Spells for the Dead - Faith Hunter Page 0,121

fresh air. Occam followed.

“No way an ex-con has the money for this,” Occam said.

“So does the canning equipment, and this shed, belong to Holy Bear or has it been repurposed from elsewhere?” I said, thinking.

“Holy Bear?” FireWind asked.

“The farmer. It’s his nickname. His mama gave it to him when he was a baby,” I said.

Occam shook his head, sucked in a deep breath from near the door, and walked over to the bigger cooker. “Namin’ a kid that was jist mean.”

“Maybe not Holy Bear,” I said. “We mighta crossed a property line at the gate. Someone else may own this land.”

“Yes,” FireWind said. “But it’s convenient and too coincidental for the death and decay energies to be here unless planted by someone to kill Cale Nowell, or planted here by Cale Nowell.”

“Is there a cannery around here where used equipment might come available every so often?” I asked. “Or maybe Holy Bear puts up commercial vegetables? Maybe to sell canned produce or soups at a local farmer’s market?”

FireWind, who seemed unaffected by the smell, toed a pile of bags in the corner and said, “Several pounds of lye: both sodium hydroxide and potassium hydroxide.”

“Maybe making soap?” I asked. “That’s what I thought when I first walked in and smelled it, but I don’t see tins for pouring soap bars. And I don’t see canning facilities, no table, no jars, no spoons, strainers. No . . .” I stopped, my eyes on the bags of lye. A memory struggled up from the darks of my mind. “Strong bases can . . .” I tilted my head, making sure I remembered what I thought I did. The memory rose through me slowly and solidified. “. . . Can dissolve bodies.”

FireWind looked at me, waiting, so I went on. “At three hundred degrees, a pressurized lye solution can turn a human body into a liquid in three hours.” I studied the kettle and more slowly I said, “This kettle isn’t pressurized. It won’t heat much above the boiling point of water, two hundred twelve degrees or so. It might take an additional hour or two to complete the process.”

“Nell, sugar. That don’t sound much like Spook School teaching. That sounds like, well, like something else,” Occam said, trying not to bring up the church, but then, where else would I have learned what I was talking about?

I frowned hard at the oversized stainless-steel kettle.

FireWind asked, “Are you saying that you think this is part of the recipe for the death and decay energies?”

Recipe . . . That word brought up more memories. “We used to make bone broth with the bones of beef cattle, pigs, eggshells, chicken bones.” I stopped, dredging through my memory for more. “Vinegar. Some apples, if I remember right. Once, just before I left with the Ingrams, some of the men were dumping in the bones for the broth and talking. One of them said that about the lye. About dissolving bodies. They laughed. They said a full-grown man would come out pure liquid with the consistency of mineral oil.”

A tan liquid, they had said, thick and almost creamy. The men had known all that for certain, which meant they had dissolved a body to get rid of it. And they had been laughing until they saw me standing behind the door, listening. My head had been painful, my scalp aching because my hair had been bunned up for the first time. I had just started my first period and . . . and the man talking had been the Colonel. The man who had come for me, demanding that I become his wife or concubine. Had he come because he hoped to keep me from talking about what they had said? “Ohhh,” I breathed, too many thoughts and memories dumping into the forefront of my brain.

“Nell. Why would they know that?” Occam asked gently.

“What? Oh. Um. I could guess, but I don’t know the answer to that.”

“Are you okay?” he asked me.

“No. Not really. But I’ll hold for a bit longer.” I glanced at my boss. “I don’t have any idea what this has to do with the recipe for death and decay.”

“But it is conceivable that there is a body inside,” FireWind said, looking from the lye bags to the big kettle.

My mouth had gone dry and I tried to wet my lips, but my tongue dragged along, tearing them. “I think we’re gonna have to open it and see. And if it’s lye, it’ll be caustic.”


WORK REQUIRED:
Give a verbatim quotation of every record.
*** SOURCE RECORDS ***
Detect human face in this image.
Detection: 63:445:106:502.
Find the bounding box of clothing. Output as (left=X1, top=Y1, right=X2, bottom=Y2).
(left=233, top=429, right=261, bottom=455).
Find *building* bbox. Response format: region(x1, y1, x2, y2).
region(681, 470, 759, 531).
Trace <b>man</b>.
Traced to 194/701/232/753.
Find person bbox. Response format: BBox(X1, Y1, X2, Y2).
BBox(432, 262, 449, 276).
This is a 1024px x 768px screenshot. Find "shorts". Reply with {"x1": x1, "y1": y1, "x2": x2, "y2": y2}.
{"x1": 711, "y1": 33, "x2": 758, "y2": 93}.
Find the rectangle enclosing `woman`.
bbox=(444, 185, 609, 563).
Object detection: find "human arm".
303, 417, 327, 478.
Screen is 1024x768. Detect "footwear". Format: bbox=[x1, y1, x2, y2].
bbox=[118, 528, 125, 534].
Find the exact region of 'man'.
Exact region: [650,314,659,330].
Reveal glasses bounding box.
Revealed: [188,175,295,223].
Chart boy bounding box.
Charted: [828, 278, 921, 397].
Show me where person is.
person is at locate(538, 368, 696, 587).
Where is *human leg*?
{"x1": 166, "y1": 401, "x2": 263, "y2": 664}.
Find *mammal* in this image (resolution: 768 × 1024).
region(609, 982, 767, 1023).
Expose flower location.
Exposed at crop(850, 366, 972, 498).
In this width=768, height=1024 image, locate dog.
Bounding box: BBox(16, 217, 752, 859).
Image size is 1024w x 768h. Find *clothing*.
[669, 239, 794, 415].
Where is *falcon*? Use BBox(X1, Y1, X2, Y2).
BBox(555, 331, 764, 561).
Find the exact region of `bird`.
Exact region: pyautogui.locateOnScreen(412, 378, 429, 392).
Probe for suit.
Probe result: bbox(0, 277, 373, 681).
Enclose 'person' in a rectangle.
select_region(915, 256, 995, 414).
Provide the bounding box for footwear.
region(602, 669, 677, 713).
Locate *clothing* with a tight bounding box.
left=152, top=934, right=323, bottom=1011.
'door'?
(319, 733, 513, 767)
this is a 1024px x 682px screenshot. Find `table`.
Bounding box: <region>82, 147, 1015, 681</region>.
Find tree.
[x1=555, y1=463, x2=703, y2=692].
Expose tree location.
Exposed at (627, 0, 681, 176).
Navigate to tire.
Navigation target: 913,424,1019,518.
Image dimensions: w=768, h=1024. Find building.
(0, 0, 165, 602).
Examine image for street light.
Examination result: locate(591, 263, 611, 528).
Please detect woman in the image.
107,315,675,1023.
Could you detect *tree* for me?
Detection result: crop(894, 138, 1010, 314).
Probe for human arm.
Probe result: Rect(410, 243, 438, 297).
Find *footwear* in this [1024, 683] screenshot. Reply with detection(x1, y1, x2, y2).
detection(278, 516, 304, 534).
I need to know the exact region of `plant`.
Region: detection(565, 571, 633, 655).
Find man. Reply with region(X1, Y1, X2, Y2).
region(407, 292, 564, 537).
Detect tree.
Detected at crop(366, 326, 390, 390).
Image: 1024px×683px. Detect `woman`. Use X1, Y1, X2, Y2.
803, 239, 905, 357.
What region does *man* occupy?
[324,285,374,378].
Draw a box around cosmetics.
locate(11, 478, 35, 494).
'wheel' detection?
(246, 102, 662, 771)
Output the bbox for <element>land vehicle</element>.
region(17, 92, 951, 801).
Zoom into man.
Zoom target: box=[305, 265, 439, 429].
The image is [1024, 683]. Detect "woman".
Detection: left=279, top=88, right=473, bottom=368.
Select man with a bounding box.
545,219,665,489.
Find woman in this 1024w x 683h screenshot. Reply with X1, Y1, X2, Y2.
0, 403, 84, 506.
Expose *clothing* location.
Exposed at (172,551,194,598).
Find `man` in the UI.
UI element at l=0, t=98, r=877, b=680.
*** End of SOURCE RECORDS ***
YOUR SOLUTION:
Detect human face in this image.
Detection: 63:445:106:502.
Find the bounding box of clothing. Output as (left=X1, top=Y1, right=X2, bottom=Y2).
(left=233, top=429, right=261, bottom=455).
Find *building* bbox. Response format: region(x1, y1, x2, y2).
region(681, 470, 759, 531).
Trace <b>man</b>.
Traced to 194/701/232/753.
Find person bbox. Response format: BBox(X1, Y1, X2, Y2).
BBox(432, 262, 449, 276).
This is a 1024px x 768px screenshot. Find "shorts". Reply with {"x1": x1, "y1": y1, "x2": x2, "y2": y2}.
{"x1": 711, "y1": 33, "x2": 758, "y2": 93}.
Find the rectangle enclosing `woman`.
bbox=(444, 185, 609, 563).
Object detection: find "human arm".
303, 417, 327, 478.
Screen is 1024x768. Detect "footwear". Format: bbox=[x1, y1, x2, y2].
bbox=[118, 528, 125, 534].
Find the exact region of 'man'.
Exact region: [650,314,659,330].
Reveal glasses bounding box.
Revealed: [188,175,295,223].
Chart boy bounding box.
Charted: [828, 278, 921, 397].
Show me where person is.
person is at locate(538, 368, 696, 587).
Where is *human leg*?
{"x1": 166, "y1": 401, "x2": 263, "y2": 664}.
Find *mammal* in this image (resolution: 768 × 1024).
region(609, 982, 767, 1023).
Expose flower location.
Exposed at crop(850, 366, 972, 498).
In this width=768, height=1024 image, locate dog.
Bounding box: BBox(16, 217, 752, 859).
Image size is 1024w x 768h. Find *clothing*.
[669, 239, 794, 415].
Where is *falcon*? Use BBox(X1, Y1, X2, Y2).
BBox(555, 331, 764, 561).
Find the exact region of `bird`.
Exact region: pyautogui.locateOnScreen(412, 378, 429, 392).
Probe for suit.
Probe result: bbox(0, 277, 373, 681).
Enclose 'person' in a rectangle.
select_region(915, 256, 995, 414).
Provide the bounding box for footwear.
region(602, 669, 677, 713).
Locate *clothing* with a tight bounding box.
left=152, top=934, right=323, bottom=1011.
'door'?
(319, 733, 513, 767)
this is a 1024px x 682px screenshot. Find `table`.
Bounding box: <region>82, 147, 1015, 681</region>.
Find tree.
[x1=555, y1=463, x2=703, y2=692].
Expose tree location.
Exposed at (627, 0, 681, 176).
Navigate to tire.
Navigation target: 913,424,1019,518.
Image dimensions: w=768, h=1024. Find building.
(0, 0, 165, 602).
Examine image for street light.
Examination result: locate(591, 263, 611, 528).
Please detect woman in the image.
107,315,675,1023.
Could you detect *tree* for me?
Detection result: crop(894, 138, 1010, 314).
Probe for human arm.
Probe result: Rect(410, 243, 438, 297).
Find *footwear* in this [1024, 683] screenshot. Reply with detection(x1, y1, x2, y2).
detection(278, 516, 304, 534).
I need to know the exact region of `plant`.
Region: detection(565, 571, 633, 655).
Find man. Reply with region(X1, Y1, X2, Y2).
region(407, 292, 564, 537).
Detect tree.
Detected at crop(366, 326, 390, 390).
Image: 1024px×683px. Detect `woman`. Use X1, Y1, X2, Y2.
803, 239, 905, 357.
What region does *man* occupy?
[324,285,374,378].
Draw a box around cosmetics.
locate(11, 478, 35, 494).
'wheel' detection?
(246, 102, 662, 771)
Output the bbox for <element>land vehicle</element>.
region(17, 92, 951, 801).
Zoom into man.
Zoom target: box=[305, 265, 439, 429].
The image is [1024, 683]. Detect "woman".
Detection: left=279, top=88, right=473, bottom=368.
Select man with a bounding box.
545,219,665,489.
Find woman in this 1024w x 683h screenshot. Reply with X1, Y1, X2, Y2.
0, 403, 84, 506.
Expose *clothing* location.
Exposed at (172,551,194,598).
Find `man` in the UI.
UI element at l=0, t=98, r=877, b=680.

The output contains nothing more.